PILLOW TALK….Does the NSA intercept telephone calls between Americans? Of course not! That’s against the law. Unless, of course, you happen to be an American in one of the NSA’s “areas of intercept” when you call home. ABC News talks today to a couple of NSA whistleblowers who say that eavesdropping on Americans was commonplace:
“These were just really everyday, average, ordinary Americans who happened to be in the Middle East, in our area of intercept and happened to be making these phone calls on satellite phones,” said Adrienne Kinne, a 31-year old US Army Reserves Arab linguist assigned to a special military program at the NSA’s Back Hall at Fort Gordon from November 2001 to 2003.
….”We knew they were working for these aid organizations,” Kinne told ABC News. “They were identified in our systems as ‘belongs to the International Red Cross’ and all these other organizations. And yet, instead of blocking these phone numbers we continued to collect on them,” she told ABC News.
And there’s this from a former Navy Arab linguist named David Murfee Faulk:
“Calling home to the United States, talking to their spouses, sometimes their girlfriends, sometimes one phone call following another,” said Faulk.
….Faulk says he and others in his section of the NSA facility at Fort Gordon routinely shared salacious or tantalizing phone calls that had been intercepted, alerting office mates to certain time codes of “cuts” that were available on each operator’s computer.
“Hey, check this out,” Faulk says he would be told, “there’s good phone sex or there’s some pillow talk, pull up this call, it’s really funny, go check it out. It would be some colonel making pillow talk and we would say, ‘Wow, this was crazy’,” Faulk told ABC News.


_Aim of the exercise_
Copy every line of the data exactly, keeping out any picture.

_Records for the task_
+ + +

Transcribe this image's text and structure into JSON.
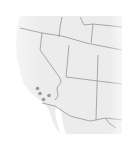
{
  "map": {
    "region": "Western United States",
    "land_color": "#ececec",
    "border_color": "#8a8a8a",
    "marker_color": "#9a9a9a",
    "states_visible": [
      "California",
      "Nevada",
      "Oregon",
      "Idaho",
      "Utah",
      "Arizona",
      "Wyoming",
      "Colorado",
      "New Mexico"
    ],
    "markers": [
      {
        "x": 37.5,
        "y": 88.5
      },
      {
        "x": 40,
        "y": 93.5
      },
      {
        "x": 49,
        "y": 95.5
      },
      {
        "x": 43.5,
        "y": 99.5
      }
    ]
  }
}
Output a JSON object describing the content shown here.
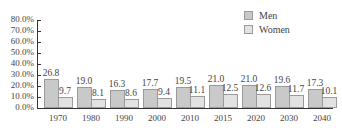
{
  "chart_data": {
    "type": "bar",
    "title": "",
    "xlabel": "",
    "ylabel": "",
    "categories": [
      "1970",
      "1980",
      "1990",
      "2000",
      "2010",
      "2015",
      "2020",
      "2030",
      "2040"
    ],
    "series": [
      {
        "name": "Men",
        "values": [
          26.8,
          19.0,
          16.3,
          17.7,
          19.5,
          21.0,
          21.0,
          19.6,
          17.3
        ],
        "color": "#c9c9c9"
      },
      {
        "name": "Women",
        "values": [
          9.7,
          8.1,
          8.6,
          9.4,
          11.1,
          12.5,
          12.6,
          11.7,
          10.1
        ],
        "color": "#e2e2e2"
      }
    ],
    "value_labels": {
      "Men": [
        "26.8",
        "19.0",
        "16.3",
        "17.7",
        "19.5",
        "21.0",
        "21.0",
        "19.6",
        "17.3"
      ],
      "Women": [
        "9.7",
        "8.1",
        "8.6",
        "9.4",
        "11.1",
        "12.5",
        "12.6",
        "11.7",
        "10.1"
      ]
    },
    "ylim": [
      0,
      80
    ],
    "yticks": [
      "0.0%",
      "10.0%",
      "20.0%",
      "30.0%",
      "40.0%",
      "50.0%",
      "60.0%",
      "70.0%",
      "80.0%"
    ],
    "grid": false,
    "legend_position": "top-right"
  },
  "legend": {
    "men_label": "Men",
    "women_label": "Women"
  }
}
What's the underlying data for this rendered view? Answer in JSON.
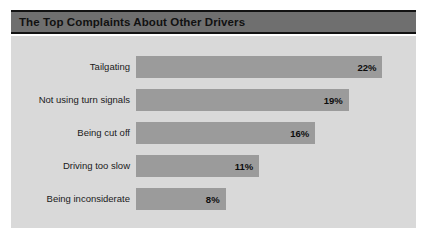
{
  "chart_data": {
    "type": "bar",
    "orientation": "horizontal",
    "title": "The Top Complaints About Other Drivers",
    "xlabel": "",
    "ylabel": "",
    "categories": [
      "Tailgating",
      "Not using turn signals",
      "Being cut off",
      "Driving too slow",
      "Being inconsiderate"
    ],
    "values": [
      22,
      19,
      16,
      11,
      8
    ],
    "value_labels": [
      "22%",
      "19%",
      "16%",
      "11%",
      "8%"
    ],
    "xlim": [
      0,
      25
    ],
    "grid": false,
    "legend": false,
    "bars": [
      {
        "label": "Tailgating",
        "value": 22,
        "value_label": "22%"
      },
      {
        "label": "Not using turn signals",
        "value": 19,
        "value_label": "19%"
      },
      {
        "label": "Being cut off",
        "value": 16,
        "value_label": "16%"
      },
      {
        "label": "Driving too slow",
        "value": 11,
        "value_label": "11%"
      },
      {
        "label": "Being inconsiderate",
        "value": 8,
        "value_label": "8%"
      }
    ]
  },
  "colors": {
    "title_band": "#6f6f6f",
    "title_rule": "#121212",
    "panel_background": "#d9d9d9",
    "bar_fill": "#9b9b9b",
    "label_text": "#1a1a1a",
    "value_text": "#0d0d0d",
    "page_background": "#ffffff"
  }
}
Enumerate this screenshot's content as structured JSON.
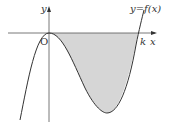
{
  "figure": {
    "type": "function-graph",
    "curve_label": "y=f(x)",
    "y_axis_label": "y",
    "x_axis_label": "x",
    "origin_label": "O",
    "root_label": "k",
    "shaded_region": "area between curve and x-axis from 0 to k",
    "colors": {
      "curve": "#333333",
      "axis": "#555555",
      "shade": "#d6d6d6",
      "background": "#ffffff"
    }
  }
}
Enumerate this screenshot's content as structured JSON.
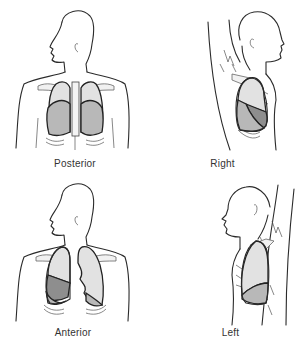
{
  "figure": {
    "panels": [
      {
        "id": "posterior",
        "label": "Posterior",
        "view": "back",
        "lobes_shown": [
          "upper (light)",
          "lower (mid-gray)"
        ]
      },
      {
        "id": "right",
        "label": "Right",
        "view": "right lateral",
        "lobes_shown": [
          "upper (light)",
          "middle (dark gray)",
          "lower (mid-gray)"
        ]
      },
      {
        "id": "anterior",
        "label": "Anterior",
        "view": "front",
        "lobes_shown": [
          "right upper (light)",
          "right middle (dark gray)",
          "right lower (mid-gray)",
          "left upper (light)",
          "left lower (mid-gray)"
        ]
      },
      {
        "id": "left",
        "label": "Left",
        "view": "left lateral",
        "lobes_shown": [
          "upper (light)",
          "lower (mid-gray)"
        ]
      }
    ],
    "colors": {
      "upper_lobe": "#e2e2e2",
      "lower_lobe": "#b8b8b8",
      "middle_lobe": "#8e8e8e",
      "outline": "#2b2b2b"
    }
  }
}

+ + +

_Result of this exercise_
Transcribe this image's text and structure into JSON.
{
  "map": {
    "region": "Western United States",
    "land_color": "#ececec",
    "border_color": "#8a8a8a",
    "marker_color": "#9a9a9a",
    "states_visible": [
      "California",
      "Nevada",
      "Oregon",
      "Idaho",
      "Utah",
      "Arizona",
      "Wyoming",
      "Colorado",
      "New Mexico"
    ],
    "markers": [
      {
        "x": 37.5,
        "y": 88.5
      },
      {
        "x": 40,
        "y": 93.5
      },
      {
        "x": 49,
        "y": 95.5
      },
      {
        "x": 43.5,
        "y": 99.5
      }
    ]
  }
}
Output a JSON object describing the content shown here.
{
  "chart_data": {
    "type": "bar",
    "title": "",
    "xlabel": "",
    "ylabel": "",
    "categories": [
      "1970",
      "1980",
      "1990",
      "2000",
      "2010",
      "2015",
      "2020",
      "2030",
      "2040"
    ],
    "series": [
      {
        "name": "Men",
        "values": [
          26.8,
          19.0,
          16.3,
          17.7,
          19.5,
          21.0,
          21.0,
          19.6,
          17.3
        ],
        "color": "#c9c9c9"
      },
      {
        "name": "Women",
        "values": [
          9.7,
          8.1,
          8.6,
          9.4,
          11.1,
          12.5,
          12.6,
          11.7,
          10.1
        ],
        "color": "#e2e2e2"
      }
    ],
    "value_labels": {
      "Men": [
        "26.8",
        "19.0",
        "16.3",
        "17.7",
        "19.5",
        "21.0",
        "21.0",
        "19.6",
        "17.3"
      ],
      "Women": [
        "9.7",
        "8.1",
        "8.6",
        "9.4",
        "11.1",
        "12.5",
        "12.6",
        "11.7",
        "10.1"
      ]
    },
    "ylim": [
      0,
      80
    ],
    "yticks": [
      "0.0%",
      "10.0%",
      "20.0%",
      "30.0%",
      "40.0%",
      "50.0%",
      "60.0%",
      "70.0%",
      "80.0%"
    ],
    "grid": false,
    "legend_position": "top-right"
  },
  "legend": {
    "men_label": "Men",
    "women_label": "Women"
  }
}
What's the underlying data for this rendered view? Answer in JSON.
{
  "chart_data": {
    "type": "bar",
    "orientation": "horizontal",
    "title": "The Top Complaints About Other Drivers",
    "xlabel": "",
    "ylabel": "",
    "categories": [
      "Tailgating",
      "Not using turn signals",
      "Being cut off",
      "Driving too slow",
      "Being inconsiderate"
    ],
    "values": [
      22,
      19,
      16,
      11,
      8
    ],
    "value_labels": [
      "22%",
      "19%",
      "16%",
      "11%",
      "8%"
    ],
    "xlim": [
      0,
      25
    ],
    "grid": false,
    "legend": false,
    "bars": [
      {
        "label": "Tailgating",
        "value": 22,
        "value_label": "22%"
      },
      {
        "label": "Not using turn signals",
        "value": 19,
        "value_label": "19%"
      },
      {
        "label": "Being cut off",
        "value": 16,
        "value_label": "16%"
      },
      {
        "label": "Driving too slow",
        "value": 11,
        "value_label": "11%"
      },
      {
        "label": "Being inconsiderate",
        "value": 8,
        "value_label": "8%"
      }
    ]
  },
  "colors": {
    "title_band": "#6f6f6f",
    "title_rule": "#121212",
    "panel_background": "#d9d9d9",
    "bar_fill": "#9b9b9b",
    "label_text": "#1a1a1a",
    "value_text": "#0d0d0d",
    "page_background": "#ffffff"
  }
}
Enumerate this screenshot's content as structured JSON.
{
  "figure": {
    "type": "function-graph",
    "curve_label": "y=f(x)",
    "y_axis_label": "y",
    "x_axis_label": "x",
    "origin_label": "O",
    "root_label": "k",
    "shaded_region": "area between curve and x-axis from 0 to k",
    "colors": {
      "curve": "#333333",
      "axis": "#555555",
      "shade": "#d6d6d6",
      "background": "#ffffff"
    }
  }
}
Enumerate this screenshot's content as structured JSON.
{
  "figure": {
    "panels": [
      {
        "id": "posterior",
        "label": "Posterior",
        "view": "back",
        "lobes_shown": [
          "upper (light)",
          "lower (mid-gray)"
        ]
      },
      {
        "id": "right",
        "label": "Right",
        "view": "right lateral",
        "lobes_shown": [
          "upper (light)",
          "middle (dark gray)",
          "lower (mid-gray)"
        ]
      },
      {
        "id": "anterior",
        "label": "Anterior",
        "view": "front",
        "lobes_shown": [
          "right upper (light)",
          "right middle (dark gray)",
          "right lower (mid-gray)",
          "left upper (light)",
          "left lower (mid-gray)"
        ]
      },
      {
        "id": "left",
        "label": "Left",
        "view": "left lateral",
        "lobes_shown": [
          "upper (light)",
          "lower (mid-gray)"
        ]
      }
    ],
    "colors": {
      "upper_lobe": "#e2e2e2",
      "lower_lobe": "#b8b8b8",
      "middle_lobe": "#8e8e8e",
      "outline": "#2b2b2b"
    }
  }
}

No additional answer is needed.